Black Hole Week 2023

May 1, 2023 - May 5, 2023

Monday, May 1

News feature: NASA Animation Sizes Up the Universe’s Biggest Black Holes

A NASA animation highlights the “super” in supermassive black holes. These monsters lurk in the centers of most big galaxies, including our own Milky Way, and contain between 100,000 and tens of billions of times more mass than our Sun.

A bright galaxy seen nearly edge on sits against a black background dotted with stars and distant galaxies. The center of the galaxy is extremely bright white in color. The brightness of the galaxy tapers off toward its outer edges. Dark, reddish-brown dust filaments are silhouetted against the galaxy.

Image feature: Hubble Observes an In-between Galaxy

NASA’s Hubble Space Telescope captured an image of the lenticular galaxy NGC 3489, which has an active galactic nucleus, or AGN. The AGN sits at the center of the galaxy, is extremely bright, and emits radiation across the entire electromagnetic spectrum as the supermassive black hole at its core devours material that gets too close.

Quick read: A Mesmerizing Model of Monster Black Holes

A supercomputer simulation is helping scientists understand what kind of light gas would produced around two supermassive black hole systems as they spiral toward a merger.

Tuesday, May 2

Image feature: Galaxy With Black Hole Shines In Image From NASA’s Chandra, IXPE

The galaxy Centaurus A shines bright in this image combining data from multiple observatories. In the center of this galaxy is a supermassive black hole feeding off the gas and dust encircling it, and large jets of high-energy particles and other material spewing out.

Bright white, pink, and blue stars and gas, concentrated in the lower left of the frame. They spiral outward from the lower-left corner.
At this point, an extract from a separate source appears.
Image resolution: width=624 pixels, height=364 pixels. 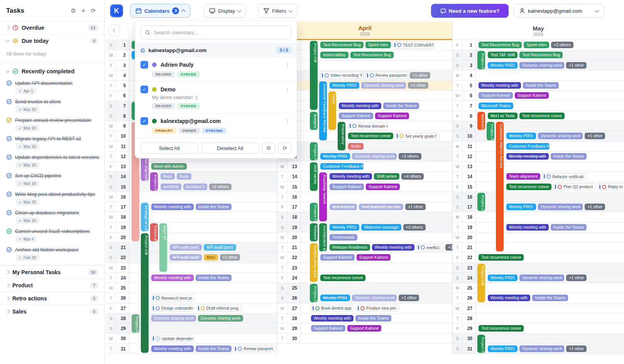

Black background.

Image feature: Hubble Gazes at the Home of an Enormous Black Hole

A NASA Hubble Space Telescope image looks at a small section of the spiral galaxy NGC 4395. This is a Seyfert galaxy, a class of galaxies that have bright cores – called active galactic nuclei –powered by supermassive black holes.

Wednesday, May 3

Deep dive: What Happens When Something Gets ‘Too Close' to a Black Hole?

Can a star be squeezed like a tube of toothpaste, flattened like a pancake, or stretched out like a piece of spaghetti? If there's a black hole nearby, maybe.

Wallpaper Wednesday

Download two new wallpapers (for desktop and mobile) featuring the Traveler. In one, they meet a supermassive black hole and its friends. In the other, they looks for some exuberant black hole birds.

Image feature: Hubble Captures Extraordinarily Bright Interacting Galaxies

An image from NASA’s Hubble Space Telescope shows interacting galaxies known as AM 1214-255. These galaxies contain active galactic nuclei, or AGNs. An AGN is an extraordinarily luminous central region of a galaxy. Its extreme brightness is caused by matter whirling into a supermassive black hole at the galaxy’s heart.

Thursday, May 4

Image feature: 'H' is for Hot and Huge in Chandra Image

With a single letter seemingly etched in the X-ray glow around it, a giant black hole at the center of a massive elliptical galaxy is making a mark on its surroundings.

Image feature: Hubble Spots an Energetic Galaxy

A NASA Hubble Space Telescope image reveals NGC 547, an elliptical galaxy that sits about 250 million light-years away from Earth in the constellation Cetus. NGC 547 has an active galactic nucleus at its core, an extremely bright region with a supermassive black hole in the center.

Friday, May 5

Image feature: Hubble Views a Beautiful Luminous Galaxy

The lenticular galaxy NGC 5283 is the subject of a NASA Hubble Space Telescope image. NGC 5283 contains an active galactic nucleus, or AGN. An AGN is an extremely bright region at the heart of a galaxy where a supermassive black hole exists.

Conversations with Goddard: Jeremy Schnittman

Conversations With Goddard interviewed black hole expert Dr. Jeremy Schnittman for Black Hole Week.